Picking the right PCR without second‑guessing
Start with the competitive set your sales team meets most often. Map their PCR choices and operators. Check each PCR’s next revision window and whether a Part B exists for your product type. Then decide. If two options are viable, prefer the one your key specifiers work with most and that gives you the cleanest route to renew.
Timing moves you can make now
- If your EPD will rely on 2025 production data, lock the reference year and start data collection this quarter. You will avoid the end‑of‑year rush when reviewers get stacked.
- If your rivals sit in the Oct 2026 expiry group, target publication several months earlier. That keeps your numbers fresh in submittals while theirs age out.
- If you make both plywood and OSB, consider separate product‑specific EPDs rather than a combined average. Spec teams value clarity per SKU when they can get it.
Why this matters commercially
Many public and private project owners in the U.S. require product‑specific, third‑party verified EPDs for materials with sizable embodied carbon. Without one, your product often gets modeled with conservative default factors that cut its chance to be specified. An EPD will not close a deal on its own. It removes a blocker so the rest of your value proposition can do the work.
Get the underlying dataset and a second set of eyes
If you want the full spreadsheet behind this article, message me on LinkedIn. I am happy to share the latest pull and, if helpful, hop on a short call to recommend the best‑fit PCR based on your product and the competitive landscape. No sales pitch. Just clear next steps so you can move fast with confidence.
Note on coverage. The numbers above come from the public global EPD registry most specifiers use. Recent EPDs from the last half of 2025 may not all be visible yet due to loading delays. When in doubt, we verify directly with the program operator or the manufacturer’s sustainability team.

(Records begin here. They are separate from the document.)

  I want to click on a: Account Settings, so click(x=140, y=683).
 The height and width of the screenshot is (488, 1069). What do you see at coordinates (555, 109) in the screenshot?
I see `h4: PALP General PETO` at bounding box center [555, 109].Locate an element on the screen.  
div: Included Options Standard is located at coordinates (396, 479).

Frequently Asked Questions
Which program operators are most common for plywood and OSB sheathing panels in the U.S.?
Four operators are active in current EPDs: EPD International AB, UL, ASTM International, and Smart EPD. Usage is spread across single‑manufacturer groupings rather than one dominant operator, so selection should focus on PCR fit and reviewer capacity.
What PCRs do competitors use for plywood and OSB sheathing?

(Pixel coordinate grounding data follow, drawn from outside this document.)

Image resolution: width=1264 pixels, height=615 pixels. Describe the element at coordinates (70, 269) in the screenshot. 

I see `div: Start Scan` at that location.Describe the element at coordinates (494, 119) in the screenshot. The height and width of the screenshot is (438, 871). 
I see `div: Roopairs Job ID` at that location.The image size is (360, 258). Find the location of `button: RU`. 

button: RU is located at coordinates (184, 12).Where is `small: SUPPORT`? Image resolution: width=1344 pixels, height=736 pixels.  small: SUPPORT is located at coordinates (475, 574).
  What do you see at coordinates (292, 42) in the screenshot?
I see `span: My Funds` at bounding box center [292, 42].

Current EPDs reference a mix that includes Part B: Structural and Architectural Wood Products, PCR 2019:14 Construction products under EN 15804+A2 and EN 15804:A2, Smart EPD Part A, and a Part B for Building Envelope Thermal Insulation. Upcoming expiries cluster in 2026, 2028, and 2029.
When do many existing EPDs in this category expire, and how should that shape timing?
Two EPDs expire on Oct 28, 2026. Four more expire in 2028 and three in 2029. If your closest competitors fall in those windows, aim to publish months ahead to keep your declarations the freshest during renewals.
Do most plywood and OSB sheathing EPDs use consultants or in‑house teams?
Eight of the nine current EPDs used an outside EPD service provider, which aligns with the workload pattern where data collection and coordination drive the timeline. If you prefer a white‑glove approach, an EPD consultant like Parq can take over that heavy lift.
Are any major North American producers missing from current plywood or OSB sheathing EPD listings?
As of Jan 23, 2026, we did not find current U.S. product‑specific EPDs for West Fraser or Weyerhaeuser in the public registry. Some may list under adjacent categories or non‑U.S. programs, so verify before finalizing positioning.